Medscape Covers Sprague Editorial on Potential Mammography Overscreening
Medscape reported on an editorial by Brian Sprague, Ph.D., M.S., University of Vermont Cancer Center member and Larner professor of surgery, radiology, and biochemistry, and a colleague at the University of Wisconsin–Madison that was published in Annals of Internal Medicine. The editorial accompanied a study on mammography screening that suggested the possibility of overscreening despite guidelines recommending biennial screening for average-risk women age 55 years or older.
The editorial agreed with the study authors that the data pointed to potential overuse, including annual vs biennial intervals and screening beyond the age when early detection would confer a mortality benefit. “Given the long-term persistence of annual mammography as the dominant interval, most patients and clinicians seem to consistently place greater weight on the potential benefits than harms of more intense screening regimens,” the editorial authors wrote. “Numerous evidence-based interventions are available where broader implementation could improve alignment between screening use, guidelines, a patient’s individual risk for breast cancer, and their personal preferences.”
The editorial commentators cautioned, however, that NHIS data are susceptible to misclassification due to self-report, selection bias, and other threats to validity, and they lack measures required for breast cancer risk assessment and monitoring of screening use by risk level. Nevertheless, they said, such public health surveillance data provide a critical benchmark against which all other studies should be compared.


● **What you need to do**
If a line in the listing below includes the string "Change", pull it out.

● **Material provided**
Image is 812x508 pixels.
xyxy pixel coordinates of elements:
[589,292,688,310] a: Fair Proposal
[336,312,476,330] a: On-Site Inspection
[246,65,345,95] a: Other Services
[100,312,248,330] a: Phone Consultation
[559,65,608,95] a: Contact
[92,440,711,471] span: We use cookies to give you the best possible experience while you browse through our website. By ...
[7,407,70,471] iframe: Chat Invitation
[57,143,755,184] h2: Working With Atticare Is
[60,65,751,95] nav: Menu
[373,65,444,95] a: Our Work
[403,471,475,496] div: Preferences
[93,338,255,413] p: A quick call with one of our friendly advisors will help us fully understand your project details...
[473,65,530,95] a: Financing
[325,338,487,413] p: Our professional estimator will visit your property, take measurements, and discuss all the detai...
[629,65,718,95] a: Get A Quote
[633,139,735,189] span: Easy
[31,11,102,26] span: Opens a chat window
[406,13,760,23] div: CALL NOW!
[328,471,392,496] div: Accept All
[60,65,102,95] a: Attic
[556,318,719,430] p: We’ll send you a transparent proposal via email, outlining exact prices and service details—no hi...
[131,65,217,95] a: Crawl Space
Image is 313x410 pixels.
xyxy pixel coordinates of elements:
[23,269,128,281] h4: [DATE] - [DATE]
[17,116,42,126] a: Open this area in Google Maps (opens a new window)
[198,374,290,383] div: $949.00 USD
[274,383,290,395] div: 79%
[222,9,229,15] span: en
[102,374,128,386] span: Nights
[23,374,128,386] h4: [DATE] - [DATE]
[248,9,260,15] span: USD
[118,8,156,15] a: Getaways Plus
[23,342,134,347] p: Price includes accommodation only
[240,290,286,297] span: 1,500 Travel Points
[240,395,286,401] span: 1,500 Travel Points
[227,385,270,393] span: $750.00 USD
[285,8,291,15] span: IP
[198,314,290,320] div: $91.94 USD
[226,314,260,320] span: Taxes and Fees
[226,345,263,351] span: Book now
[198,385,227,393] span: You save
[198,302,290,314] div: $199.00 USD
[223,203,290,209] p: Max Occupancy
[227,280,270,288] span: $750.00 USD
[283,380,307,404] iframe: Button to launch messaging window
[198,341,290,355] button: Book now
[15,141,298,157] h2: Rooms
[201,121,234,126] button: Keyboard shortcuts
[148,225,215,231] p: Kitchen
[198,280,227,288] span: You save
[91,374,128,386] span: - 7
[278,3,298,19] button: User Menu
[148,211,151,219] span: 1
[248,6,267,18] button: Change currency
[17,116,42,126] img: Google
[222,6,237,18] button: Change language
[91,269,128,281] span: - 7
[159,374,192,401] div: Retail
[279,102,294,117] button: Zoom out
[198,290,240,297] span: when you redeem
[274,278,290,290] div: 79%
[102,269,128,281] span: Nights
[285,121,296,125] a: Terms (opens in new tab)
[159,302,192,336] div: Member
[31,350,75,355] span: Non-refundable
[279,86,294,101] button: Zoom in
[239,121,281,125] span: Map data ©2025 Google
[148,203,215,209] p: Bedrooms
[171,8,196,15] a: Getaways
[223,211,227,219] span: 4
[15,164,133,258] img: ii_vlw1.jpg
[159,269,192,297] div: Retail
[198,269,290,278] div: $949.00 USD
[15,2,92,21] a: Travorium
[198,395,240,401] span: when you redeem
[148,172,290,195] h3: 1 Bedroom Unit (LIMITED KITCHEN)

● **Response to this task**
[248,6,267,18] button: Change currency
[222,6,237,18] button: Change language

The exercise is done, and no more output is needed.